The first flight of Isar Aerospace's Spectrum rocket didn't last long on Sunday. The booster's nine engines switched off as the rocket cartwheeled upside-down and fell a short distance from its Arctic launch pad in Norway, punctuating the abbreviated test flight with a spectacular fiery crash into the sea.
If officials at Isar Aerospace were able to pick the outcome of their first test flight, it wouldn't be this. However, the result has precedent. The first launch of SpaceX's Falcon 1 rocket in 2006 ended in similar fashion.
"Today, we know twice as much about our launch system as yesterday before launch," Daniel Metzler, Isar's co-founder and CEO, wrote on X early Monday. "Can't beat flight testing. Ploughing through lots of data now."
Isar Aerospace, based in Germany, is the first in a crop of new European rocket companies to attempt an orbital launch. If all went according to plan, Isar's Spectrum rocket would have arced to the north from Andøya Spaceport in Norway and reached a polar orbit.

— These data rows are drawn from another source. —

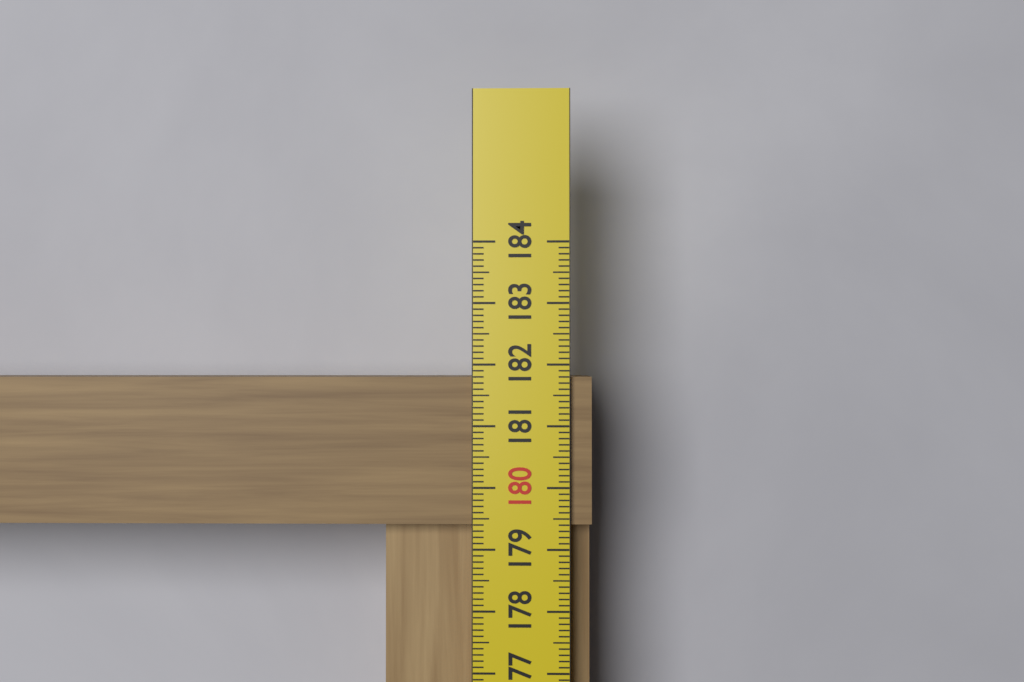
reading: 181.8 cm
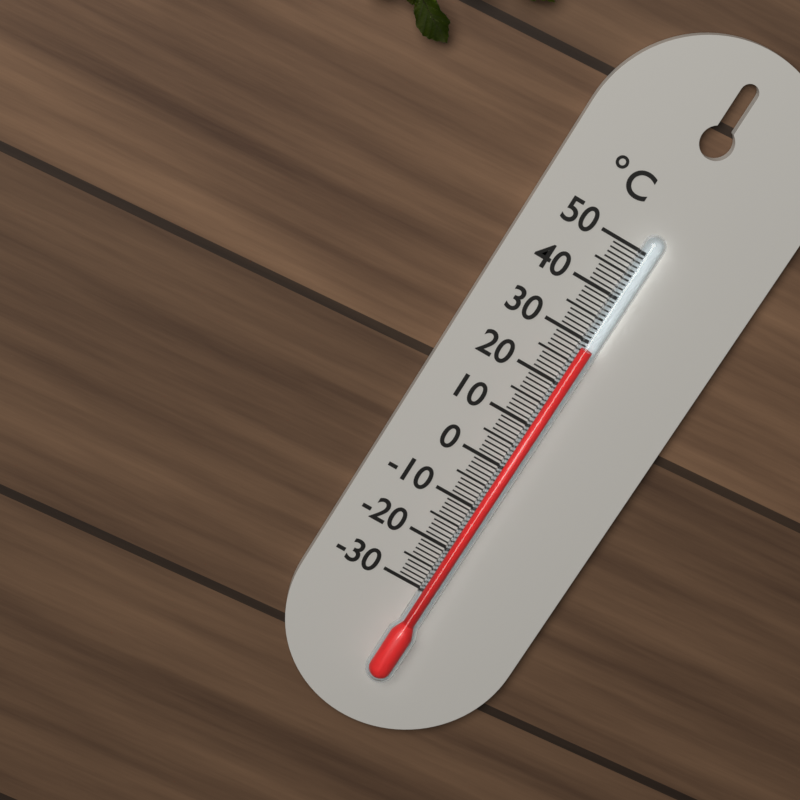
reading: 29 °C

But officials knew there was only a low chance of reaching orbit on the first flight. For this reason, Isar did not fly any customer payloads on the Spectrum rocket, designed to deliver up to 2,200 pounds (1,000 kilograms) of payload mass to low-Earth orbit.

Duck and cover
The launch began with liftoff from Andøya Spaceport at 12:30 pm local time (6:30 am EDT, or 10:30 UTC). The rocket's nine engines, burning a mix of liquid propane and liquid oxygen, throttled up to generate more than 150,000 pounds (675 kilonewtons) of thrust as Spectrum began a vertical climb from the launch pad.

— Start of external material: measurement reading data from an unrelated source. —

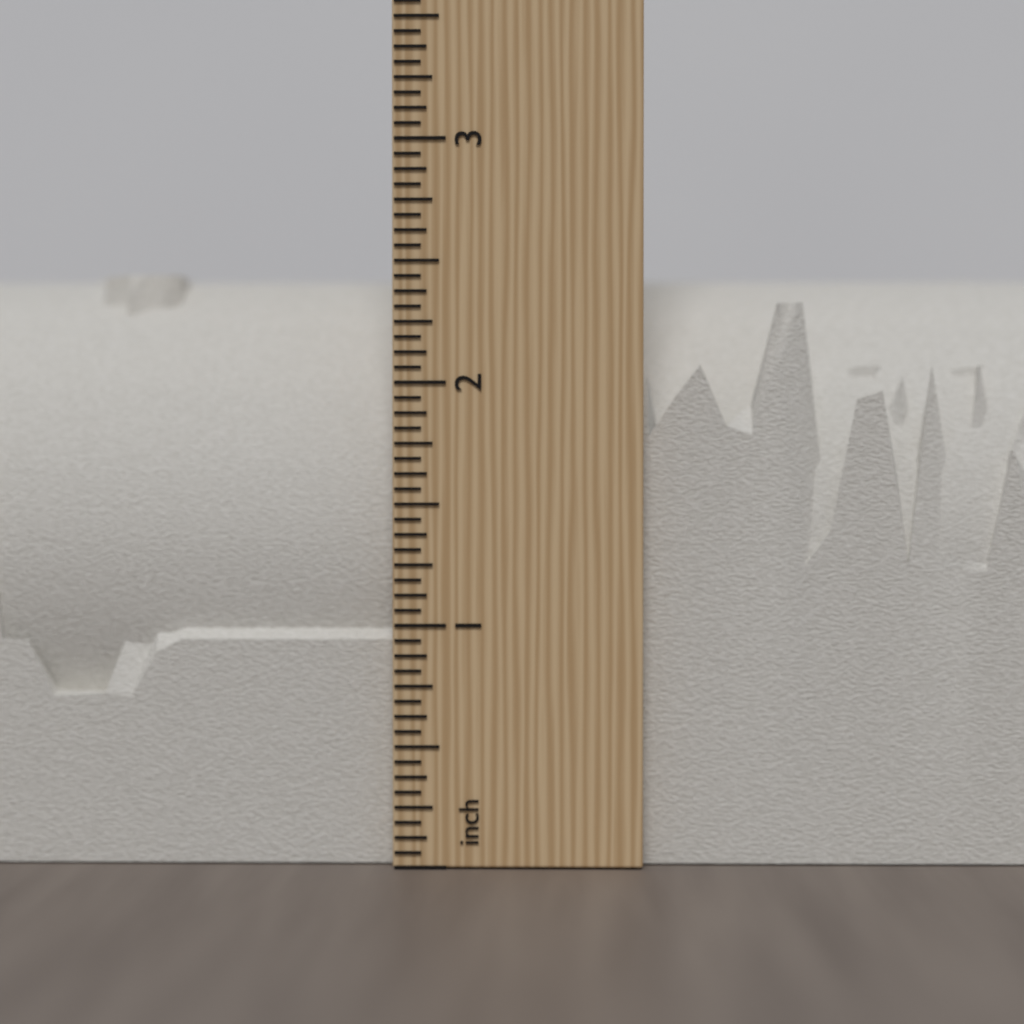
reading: 2.5000 inch
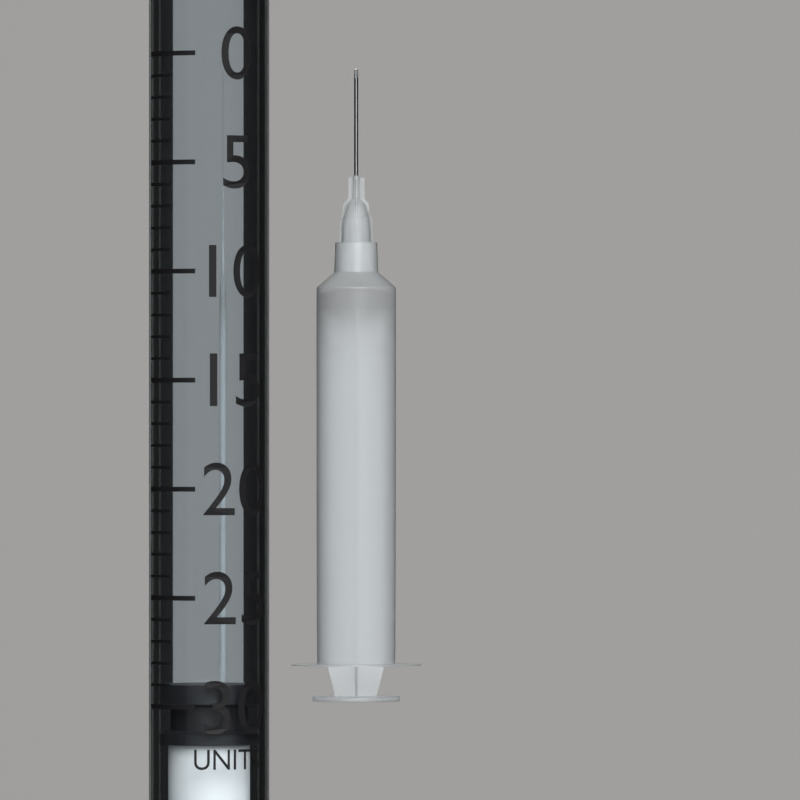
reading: 29 units
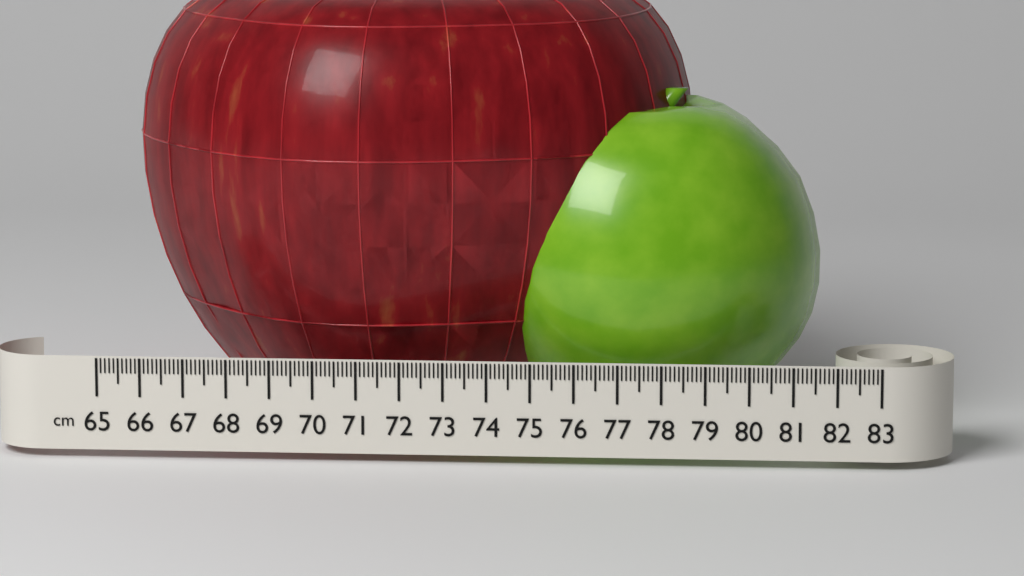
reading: 78.5 cm
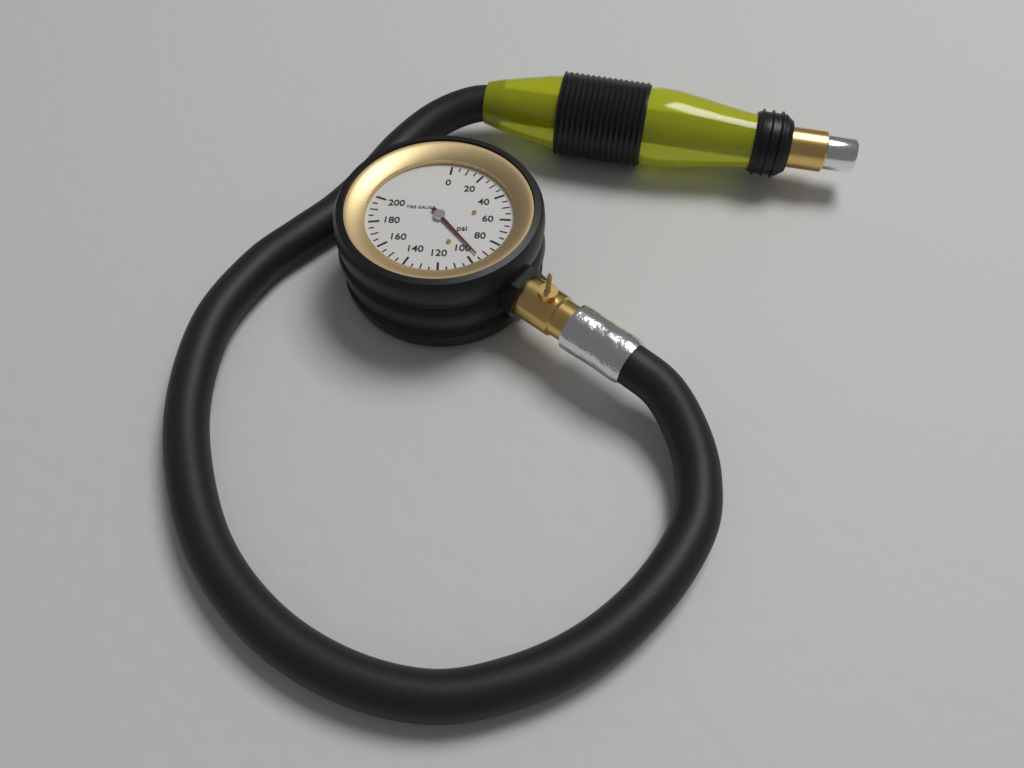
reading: 95 psi
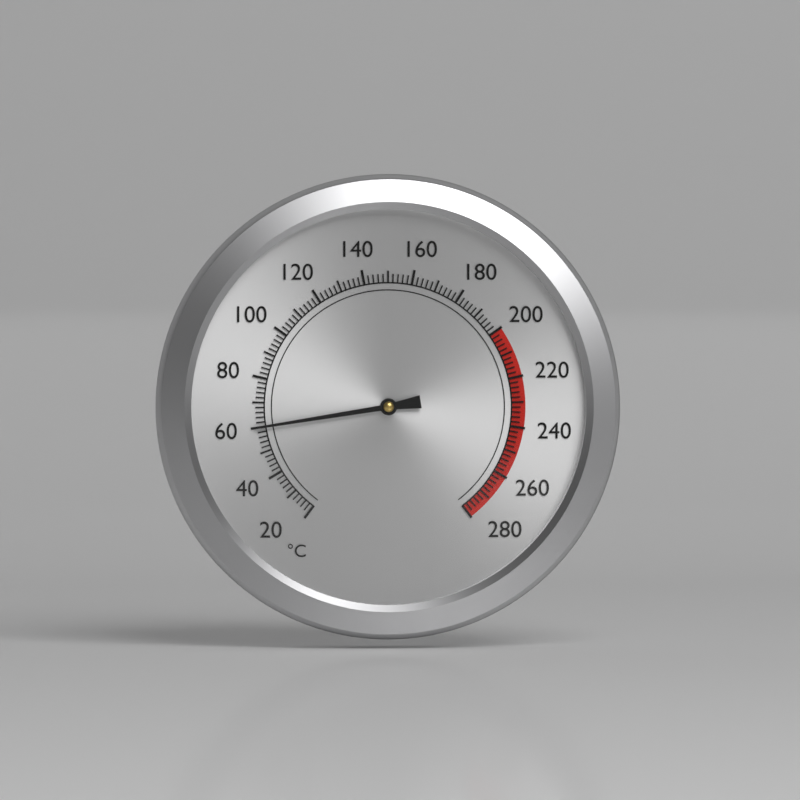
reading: 60 °C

The first visual sign of trouble appeared about 15 seconds later as the 92-foot-tall (28-meter) rocket started to wobble on its axis. The exhaust plume from Spectrum's main engines also appeared to oscillate, suggesting that the rocket's steering system was trying to keep it on track.

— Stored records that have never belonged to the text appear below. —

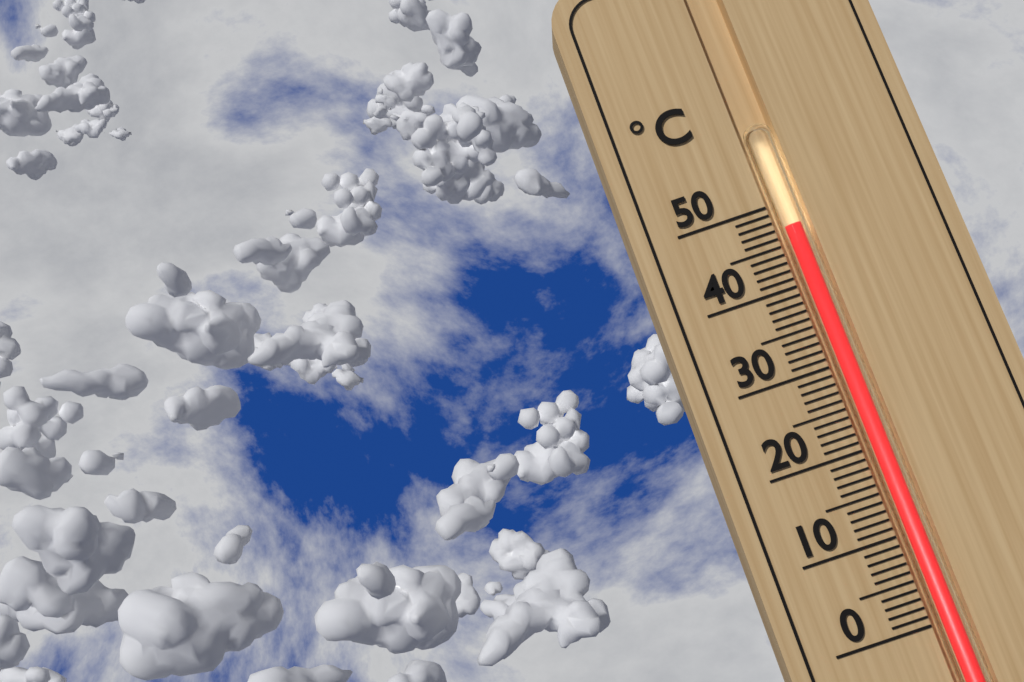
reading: 47 °C
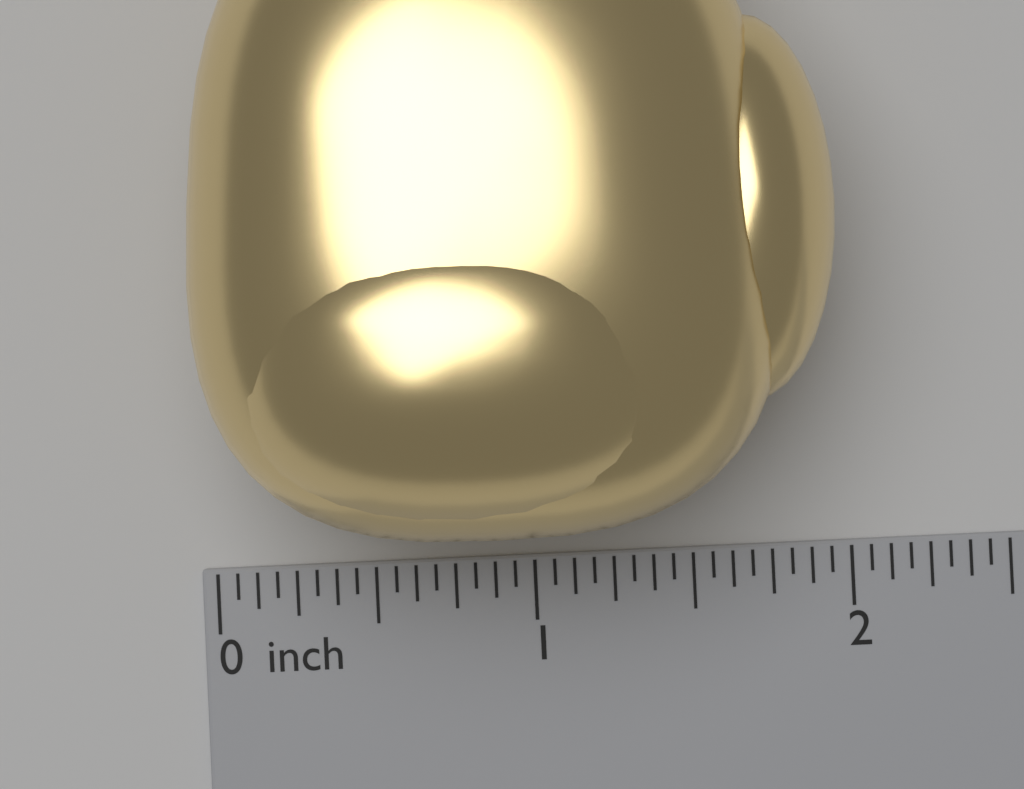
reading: 1.9375 inch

After a brief struggle, the rocket lost control and somersaulted, the engines shut down, and the vehicle fell into the sea about 40 seconds after launch. With its propellant tanks nearly full, the rocket's impact created a brilliant fireball and mushroom cloud over the craggy snow-covered landscape of Andøya, which means "island of the ducks" in Norwegian.